In recent weeks, voices in the movement and civil rights activists such as the Rev. Jesse Jackson have met with Apple officials and filed briefs on behalf of the company, which is resisting a court order to unlock an iPhone used by one of the San Bernardino shooters. […]“This case cuts right to the heart of our right to live free from unwarranted government surveillance,” Jackson wrote to the judge overseeing the case between Apple and the FBI. […]
“It raises eyebrows that we, as young activists working in a specific realm, found our role in this fight between Apple and the FBI,” said Linda Sarsour, a member of Justice League NYC, an activist group pushing criminal justice reform and protesting police violence. […] “We’re millennials,” said Sarsour, 36. “This is how we bring people together.”

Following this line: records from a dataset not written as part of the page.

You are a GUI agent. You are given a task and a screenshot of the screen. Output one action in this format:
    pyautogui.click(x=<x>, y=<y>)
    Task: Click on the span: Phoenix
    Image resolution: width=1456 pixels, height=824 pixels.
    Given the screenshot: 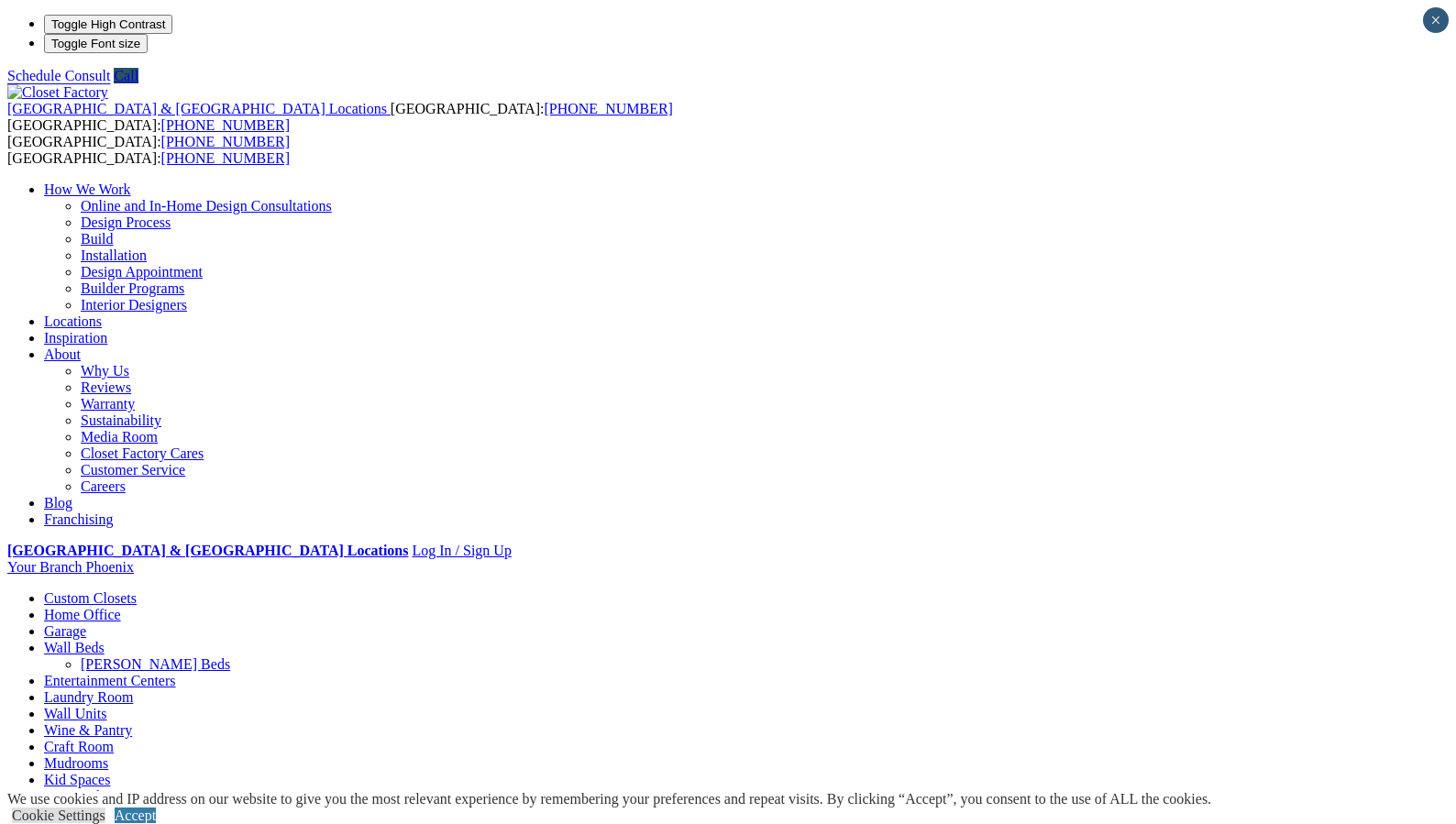 What is the action you would take?
    pyautogui.click(x=109, y=567)
    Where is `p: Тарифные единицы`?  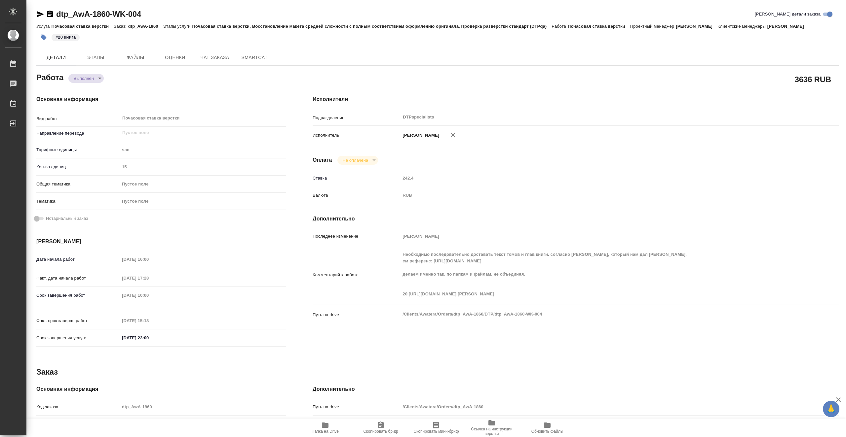
p: Тарифные единицы is located at coordinates (78, 150).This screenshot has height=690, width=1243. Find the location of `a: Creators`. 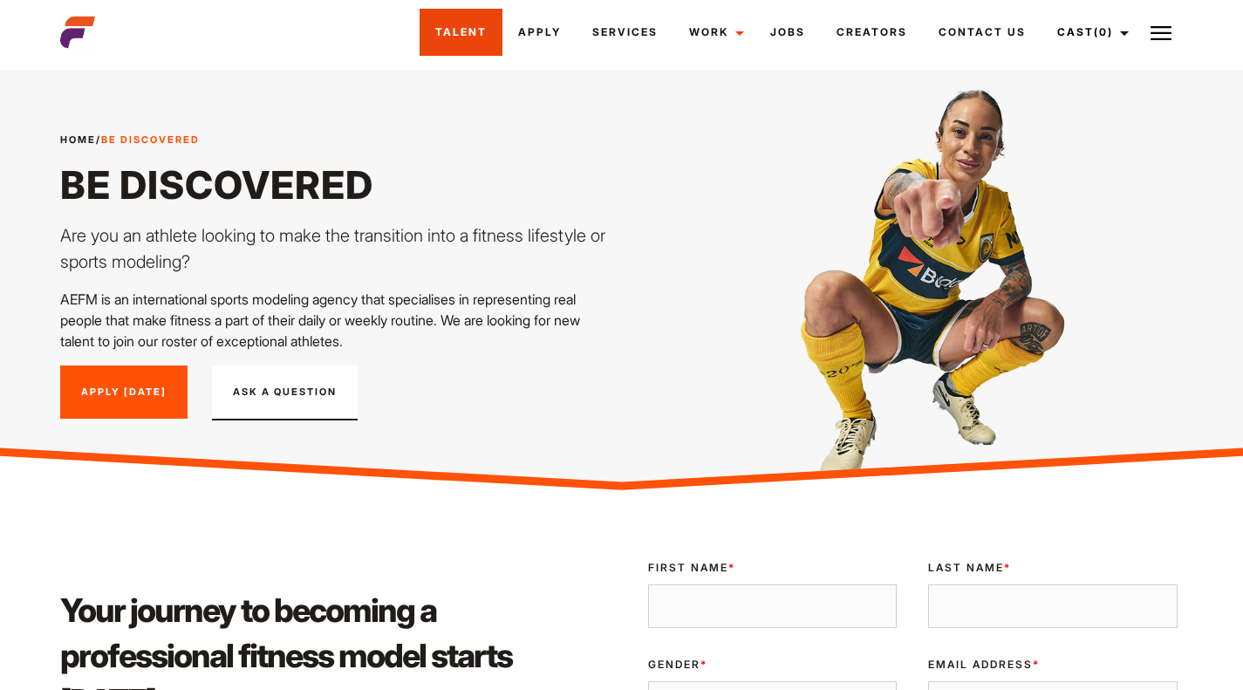

a: Creators is located at coordinates (871, 32).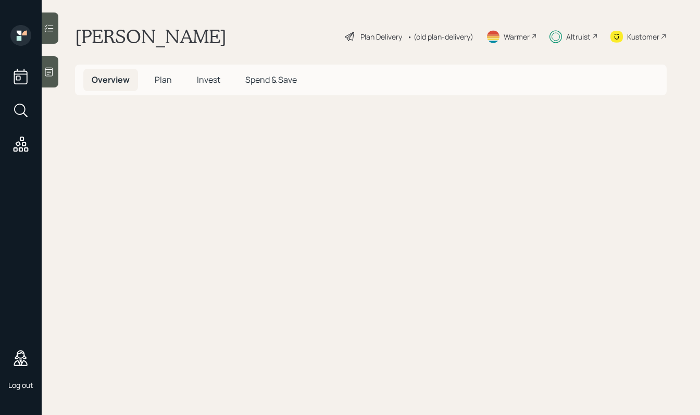  What do you see at coordinates (163, 80) in the screenshot?
I see `span: Plan` at bounding box center [163, 80]. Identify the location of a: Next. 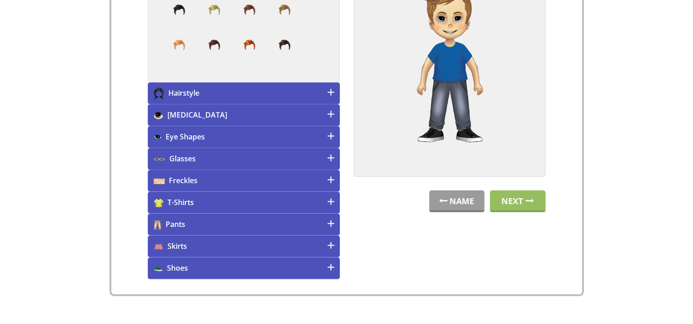
(518, 202).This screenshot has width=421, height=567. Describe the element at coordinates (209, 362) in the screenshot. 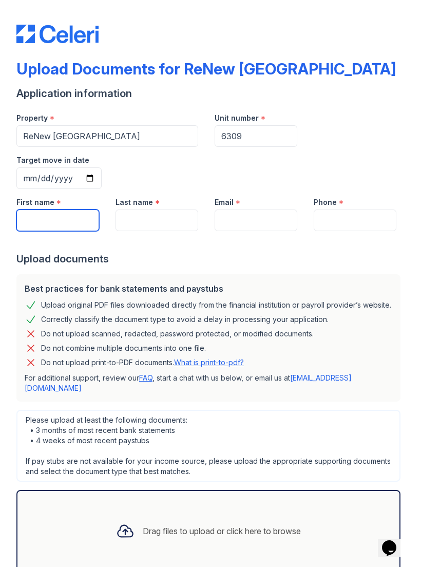

I see `a: What is print-to-pdf?` at that location.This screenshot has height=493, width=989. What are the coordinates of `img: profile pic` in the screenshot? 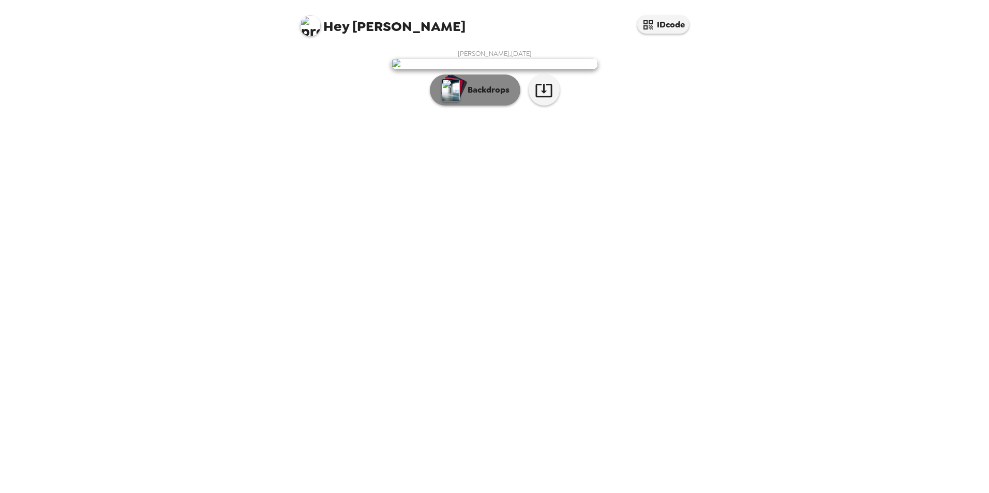 It's located at (310, 26).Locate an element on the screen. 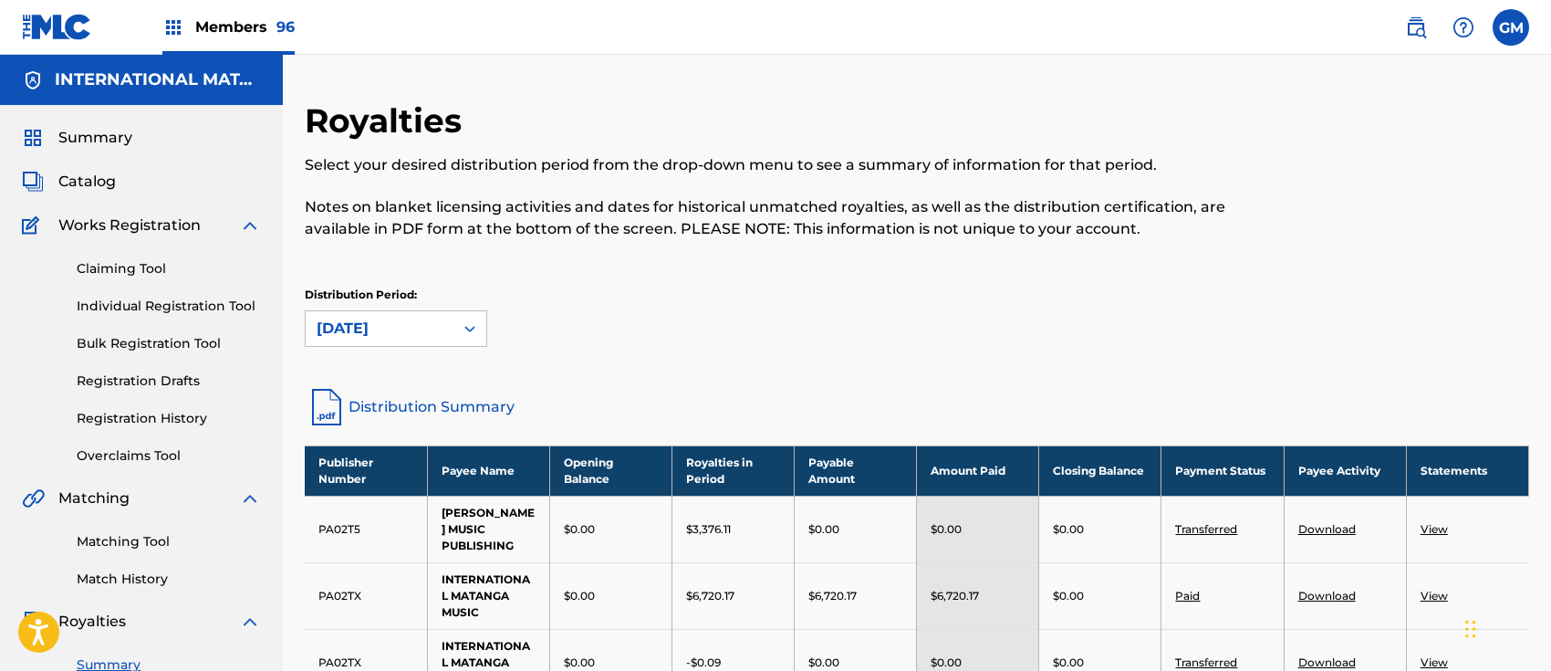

“In the context of white supremacy and police violence, Black people need encryption,” tweeted Malkia Cyril, director of the Center for Media Justice, a racial justice group that also signed on to the letter.
That broadens Apple’s argument that this case is about more than just one phone, a premise that law enforcement has essentially already conceded. It expands the argument beyond Silicon Valley and the tech companies who all have a clear impetus to not have their security weakened and their customers’ privacy jeopardized, either by the government or by malicious hackers taking advantage of the backdoor the FBI is demanding.
It’s also key to Black Lives Matter and how they are working to reduce police violence. They organize through technology and they’ve had decades of law enforcement using that tool against them, all the way back to the FBI’s illegal surveillance of Martin Luther King, Jr. The FBI’s efforts to expand legal surveillance, Sarsour argues, will “most directly” affect “people of color, immigrant communities, Muslim communities and political activists.” As it’s always been.